Segment Start: The data

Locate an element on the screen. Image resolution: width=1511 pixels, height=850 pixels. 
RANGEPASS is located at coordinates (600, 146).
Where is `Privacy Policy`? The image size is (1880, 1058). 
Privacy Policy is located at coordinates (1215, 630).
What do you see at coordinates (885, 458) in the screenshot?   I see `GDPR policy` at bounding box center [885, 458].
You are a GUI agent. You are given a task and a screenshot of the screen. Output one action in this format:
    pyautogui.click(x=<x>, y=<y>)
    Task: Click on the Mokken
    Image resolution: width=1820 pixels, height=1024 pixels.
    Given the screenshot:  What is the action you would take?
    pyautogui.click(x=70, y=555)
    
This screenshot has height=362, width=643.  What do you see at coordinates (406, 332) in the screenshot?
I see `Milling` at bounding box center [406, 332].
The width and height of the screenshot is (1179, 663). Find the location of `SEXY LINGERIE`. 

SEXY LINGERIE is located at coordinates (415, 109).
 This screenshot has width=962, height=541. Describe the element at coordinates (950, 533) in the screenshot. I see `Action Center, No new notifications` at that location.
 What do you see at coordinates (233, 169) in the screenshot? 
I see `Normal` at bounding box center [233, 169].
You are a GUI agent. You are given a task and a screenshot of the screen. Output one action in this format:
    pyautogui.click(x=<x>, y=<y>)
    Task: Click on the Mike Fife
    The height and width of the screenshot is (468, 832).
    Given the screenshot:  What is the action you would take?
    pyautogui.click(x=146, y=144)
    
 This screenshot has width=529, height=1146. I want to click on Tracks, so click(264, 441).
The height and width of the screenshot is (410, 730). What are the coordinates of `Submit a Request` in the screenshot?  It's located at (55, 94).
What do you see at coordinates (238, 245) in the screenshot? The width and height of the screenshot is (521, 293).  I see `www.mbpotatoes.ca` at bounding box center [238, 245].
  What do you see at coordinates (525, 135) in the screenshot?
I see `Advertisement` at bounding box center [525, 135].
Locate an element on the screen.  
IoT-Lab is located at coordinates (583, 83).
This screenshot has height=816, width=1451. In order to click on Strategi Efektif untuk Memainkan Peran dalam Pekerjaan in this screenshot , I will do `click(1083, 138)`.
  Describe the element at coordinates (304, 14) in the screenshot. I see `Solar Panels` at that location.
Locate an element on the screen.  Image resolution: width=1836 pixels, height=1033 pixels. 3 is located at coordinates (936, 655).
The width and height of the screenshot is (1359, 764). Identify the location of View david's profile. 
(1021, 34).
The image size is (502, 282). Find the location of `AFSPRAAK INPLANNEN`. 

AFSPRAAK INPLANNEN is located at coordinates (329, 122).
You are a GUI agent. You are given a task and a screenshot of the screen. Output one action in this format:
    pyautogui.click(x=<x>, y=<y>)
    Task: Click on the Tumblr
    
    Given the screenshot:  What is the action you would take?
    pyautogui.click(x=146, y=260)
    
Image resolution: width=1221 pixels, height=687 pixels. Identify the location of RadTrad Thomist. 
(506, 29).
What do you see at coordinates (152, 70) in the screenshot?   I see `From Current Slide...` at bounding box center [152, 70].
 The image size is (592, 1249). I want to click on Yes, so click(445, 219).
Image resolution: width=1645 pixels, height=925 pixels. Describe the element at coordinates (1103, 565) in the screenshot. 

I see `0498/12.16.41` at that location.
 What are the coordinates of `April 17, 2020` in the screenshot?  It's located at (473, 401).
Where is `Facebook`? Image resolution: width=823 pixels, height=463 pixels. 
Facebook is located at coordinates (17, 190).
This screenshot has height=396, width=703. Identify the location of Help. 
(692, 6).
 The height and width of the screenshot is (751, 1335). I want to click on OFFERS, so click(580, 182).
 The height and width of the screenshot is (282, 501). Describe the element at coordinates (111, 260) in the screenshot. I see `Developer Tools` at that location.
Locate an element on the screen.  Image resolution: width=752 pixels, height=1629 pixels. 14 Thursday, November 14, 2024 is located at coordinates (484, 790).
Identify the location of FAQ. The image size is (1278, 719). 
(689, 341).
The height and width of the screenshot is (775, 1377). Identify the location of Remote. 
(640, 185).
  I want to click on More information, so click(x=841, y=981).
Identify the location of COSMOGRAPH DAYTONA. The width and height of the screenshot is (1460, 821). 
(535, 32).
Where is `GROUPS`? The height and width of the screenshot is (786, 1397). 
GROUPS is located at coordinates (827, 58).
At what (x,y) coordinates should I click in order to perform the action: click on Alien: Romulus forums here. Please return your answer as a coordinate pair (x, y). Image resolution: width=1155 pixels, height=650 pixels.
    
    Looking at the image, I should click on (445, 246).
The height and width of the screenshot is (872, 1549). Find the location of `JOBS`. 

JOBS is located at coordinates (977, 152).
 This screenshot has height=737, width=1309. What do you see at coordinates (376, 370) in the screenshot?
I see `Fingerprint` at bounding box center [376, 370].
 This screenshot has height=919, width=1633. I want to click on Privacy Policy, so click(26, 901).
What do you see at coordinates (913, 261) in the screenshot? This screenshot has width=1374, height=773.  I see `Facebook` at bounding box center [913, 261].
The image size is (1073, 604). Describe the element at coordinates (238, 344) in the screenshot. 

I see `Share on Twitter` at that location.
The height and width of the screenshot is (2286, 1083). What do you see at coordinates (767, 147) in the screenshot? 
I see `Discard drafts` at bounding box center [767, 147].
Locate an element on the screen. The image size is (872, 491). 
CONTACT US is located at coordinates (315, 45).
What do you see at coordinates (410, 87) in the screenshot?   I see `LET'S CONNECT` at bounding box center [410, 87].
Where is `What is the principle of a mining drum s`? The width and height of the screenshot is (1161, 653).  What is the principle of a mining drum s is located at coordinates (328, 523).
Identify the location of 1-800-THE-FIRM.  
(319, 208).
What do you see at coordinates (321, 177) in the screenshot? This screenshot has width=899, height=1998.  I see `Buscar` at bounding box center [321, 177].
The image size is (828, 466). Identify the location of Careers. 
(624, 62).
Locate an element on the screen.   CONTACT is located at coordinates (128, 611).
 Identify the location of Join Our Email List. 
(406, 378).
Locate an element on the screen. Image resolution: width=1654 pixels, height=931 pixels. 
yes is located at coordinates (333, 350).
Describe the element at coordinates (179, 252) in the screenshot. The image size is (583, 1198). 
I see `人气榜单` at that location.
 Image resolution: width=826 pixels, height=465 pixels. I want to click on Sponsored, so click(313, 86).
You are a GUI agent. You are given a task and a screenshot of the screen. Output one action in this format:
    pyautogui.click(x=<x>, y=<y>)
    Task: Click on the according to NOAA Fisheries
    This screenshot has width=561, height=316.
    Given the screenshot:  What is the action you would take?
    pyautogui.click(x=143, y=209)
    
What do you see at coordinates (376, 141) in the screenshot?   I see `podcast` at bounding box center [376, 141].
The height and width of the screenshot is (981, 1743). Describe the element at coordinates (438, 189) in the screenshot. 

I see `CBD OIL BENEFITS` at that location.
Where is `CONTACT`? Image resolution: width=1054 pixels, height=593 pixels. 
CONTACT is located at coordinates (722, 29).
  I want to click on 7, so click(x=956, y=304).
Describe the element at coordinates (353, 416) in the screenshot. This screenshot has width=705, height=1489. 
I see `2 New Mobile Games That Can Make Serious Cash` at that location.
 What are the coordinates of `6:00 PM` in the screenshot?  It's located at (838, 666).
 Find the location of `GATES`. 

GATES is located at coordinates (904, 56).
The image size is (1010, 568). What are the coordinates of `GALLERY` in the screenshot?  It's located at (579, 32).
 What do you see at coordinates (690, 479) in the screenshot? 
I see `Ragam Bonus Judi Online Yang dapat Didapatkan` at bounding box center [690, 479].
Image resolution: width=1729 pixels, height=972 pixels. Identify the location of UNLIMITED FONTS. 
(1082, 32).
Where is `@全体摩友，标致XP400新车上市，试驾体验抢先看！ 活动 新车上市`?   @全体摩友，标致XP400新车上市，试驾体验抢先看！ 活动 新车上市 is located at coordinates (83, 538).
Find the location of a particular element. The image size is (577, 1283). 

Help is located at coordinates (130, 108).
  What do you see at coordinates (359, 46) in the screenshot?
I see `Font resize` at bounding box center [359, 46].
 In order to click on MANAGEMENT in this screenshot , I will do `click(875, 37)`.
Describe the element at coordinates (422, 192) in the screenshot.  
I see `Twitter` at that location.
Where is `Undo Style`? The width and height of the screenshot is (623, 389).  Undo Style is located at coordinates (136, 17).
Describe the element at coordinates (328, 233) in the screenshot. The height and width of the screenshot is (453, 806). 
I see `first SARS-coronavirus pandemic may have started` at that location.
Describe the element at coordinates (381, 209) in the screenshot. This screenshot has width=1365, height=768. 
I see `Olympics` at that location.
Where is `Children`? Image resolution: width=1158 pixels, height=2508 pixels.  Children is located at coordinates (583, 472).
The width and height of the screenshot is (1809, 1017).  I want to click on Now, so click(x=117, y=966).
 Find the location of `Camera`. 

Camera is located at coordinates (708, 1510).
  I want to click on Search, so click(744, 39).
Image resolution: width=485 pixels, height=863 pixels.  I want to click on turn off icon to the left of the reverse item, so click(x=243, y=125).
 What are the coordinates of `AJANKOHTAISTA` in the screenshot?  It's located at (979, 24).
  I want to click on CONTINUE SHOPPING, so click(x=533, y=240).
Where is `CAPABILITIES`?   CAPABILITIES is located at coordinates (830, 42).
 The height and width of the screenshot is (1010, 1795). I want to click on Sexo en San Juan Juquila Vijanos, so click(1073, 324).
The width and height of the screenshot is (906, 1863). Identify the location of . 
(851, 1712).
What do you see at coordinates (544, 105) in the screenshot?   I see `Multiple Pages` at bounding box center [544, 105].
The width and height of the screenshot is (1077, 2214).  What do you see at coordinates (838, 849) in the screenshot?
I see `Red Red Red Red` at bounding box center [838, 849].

Segment End: The data

• What is required: Everything from the line containing "The height and width of the screenshot is (468, 832)." through the line containing "The height and width of the screenshot is (410, 730)." in the material above should be retyped exactly, both ends included, and nothing more.

• Response box:
    The height and width of the screenshot is (468, 832).
    Given the screenshot:  What is the action you would take?
    pyautogui.click(x=146, y=144)
    
 This screenshot has width=529, height=1146. I want to click on Tracks, so click(264, 441).
The height and width of the screenshot is (410, 730). What are the coordinates of `Submit a Request` in the screenshot?  It's located at (55, 94).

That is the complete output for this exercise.